Naval Air Station Brunswick, also known as NAS Brunswick, was a military airport located 2 miles (3.2 km) northeast of Brunswick, Maine. The base was home to a number of Navy-operated Maritime patrol aircraft. Before closing, the base continued to operate as part of its closing procedures while the airport was operating publicly under the name Brunswick Executive Airport.
The base closed on May 31, 2011, as per the 2005 Base Realignment and Closure committee decision. As of November 28, 2009, the last aircraft (P-3 Orions) left. The runways were permanently closed in January 2010.
After closing, the base will be known as Brunswick Landing. Base redevelopment officials hope to reopen the former Navy airfield as a civilian airport and a “Green Energy Park”.
On April 2, 2011, the airport reopened as Brunswick Executive Airport.
BRUNSWICK NAVAL AIR STATION HISTORY
Naval Air Station Brunswick, Maine, was originally constructed and occupied in March 1943, and was first commissioned on April 15, 1943, to train and form-up Royal Navy Fleet Air Arm pilots to fly squadrons of the Chance Vought F4U Corsair, and of the Grumman TBF Avenger and F6F Hellcat, for the British Naval Command.

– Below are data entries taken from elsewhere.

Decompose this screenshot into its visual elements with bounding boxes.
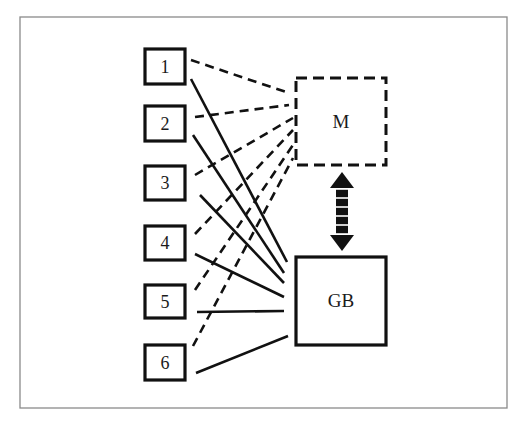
arrow-shaft-segment: [336, 217, 348, 224]
node-gb[interactable]: GB: [296, 257, 386, 345]
node-label: 2: [161, 114, 170, 134]
arrowhead-down-icon: [330, 235, 354, 251]
arrow-shaft-segment: [336, 190, 348, 197]
node-label: GB: [328, 290, 354, 311]
node-1[interactable]: 1: [145, 49, 185, 84]
node-5[interactable]: 5: [145, 285, 185, 318]
arrow-shaft-segment: [336, 208, 348, 215]
edges-layer: [191, 60, 293, 373]
edge-5-to-gb-solid: [197, 311, 284, 312]
node-label: 5: [161, 292, 170, 312]
edge-1-to-m-dashed: [191, 60, 289, 93]
edge-6-to-gb-solid: [196, 336, 288, 373]
m-gb-double-arrow: [330, 172, 354, 251]
edge-6-to-m-dashed: [193, 158, 293, 346]
node-label: 4: [161, 233, 170, 253]
arrow-shaft-segment: [336, 199, 348, 206]
node-4[interactable]: 4: [145, 226, 185, 260]
node-3[interactable]: 3: [145, 166, 185, 200]
arrow-shaft-segment: [336, 226, 348, 233]
node-label: 3: [161, 173, 170, 193]
node-m[interactable]: M: [296, 78, 386, 165]
node-label: M: [333, 111, 350, 132]
arrowhead-up-icon: [330, 172, 354, 188]
node-2[interactable]: 2: [145, 106, 185, 141]
nodes-layer: 123456MGB: [145, 49, 386, 380]
diagram-canvas: 123456MGB: [0, 0, 523, 425]
node-6[interactable]: 6: [145, 345, 185, 380]
node-label: 6: [161, 353, 170, 373]
node-label: 1: [161, 57, 170, 77]
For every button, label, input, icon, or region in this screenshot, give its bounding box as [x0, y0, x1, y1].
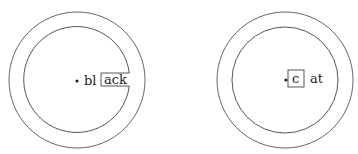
right-center-dot: [284, 78, 287, 81]
diagram-canvas: bl ack c at: [0, 0, 358, 154]
left-center-dot: [75, 79, 78, 82]
left-figure: bl ack: [9, 12, 145, 148]
right-outside-label: at: [310, 71, 324, 86]
right-figure: c at: [217, 12, 353, 148]
right-inside-label: c: [292, 71, 299, 86]
left-inside-label: ack: [104, 72, 127, 87]
left-outside-label: bl: [84, 73, 96, 88]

The 1,487-acre (6 km²) station was built in part on land that was donated by the town of Brunswick. By the early 1940s the town was using most of this land to operate a small municipal airport, which would become the core of the air station.
The air station was deactivated in October 1946, the land was reverted to caretaker status, and the land and buildings leased jointly to the University of Maine and Bowdoin College. When the station’s facilities were no longer required, the University of Maine and Bowdoin College terminated their leases and in 1949, operations at NAS Brunswick were taken over by the Brunswick Flying Service. This commercial deviation was short-lived however, when the Navy selected the station as a potential center for development of “Services to the Fleet”. Plans were soon placed on the drawing boards to make this a thriving operational air station.
At the end of the Cold War in 1991, many maritime patrol squadrons were reduced or relocated. Combat Wing Five disestablished Patrol Squadron 44 in May 1991, Patrol Squadron 23 in December 1994, and Patrol Squadron 11 in August 1997.
During the mid-1990s with the breakup and subsequent conflict in the former Republic of Yugoslavia, Patrol Squadrons 8, 10, 11, 26 from NAS Brunswick were called upon to fly countless sorties in the Adriatic Sea in support of Operation Sharp Guard. Of specific note, Patrol Squadron 10 was the first VP squadron to conduct offensive missile attacks since Vietnam in the 1970s. In 1994, 10,138 enlisted, officers, civilian employees, and family members called NAS Brunswick home.
BRUNSWICK NAVAL AIR STATION LOCATION
BRUNSWICK NAVAL AIR STATION FACTS
ICAO/IATA: KNHZ/NHZ
Lat: 43°53′32″N
Long: 069°56′19″W
Elevation: 75 ft.
Runway length available: 01R/19L 8000×200 ft. :: 01L/19R 8000×200 ft. :: 09/27 6000×100 ft.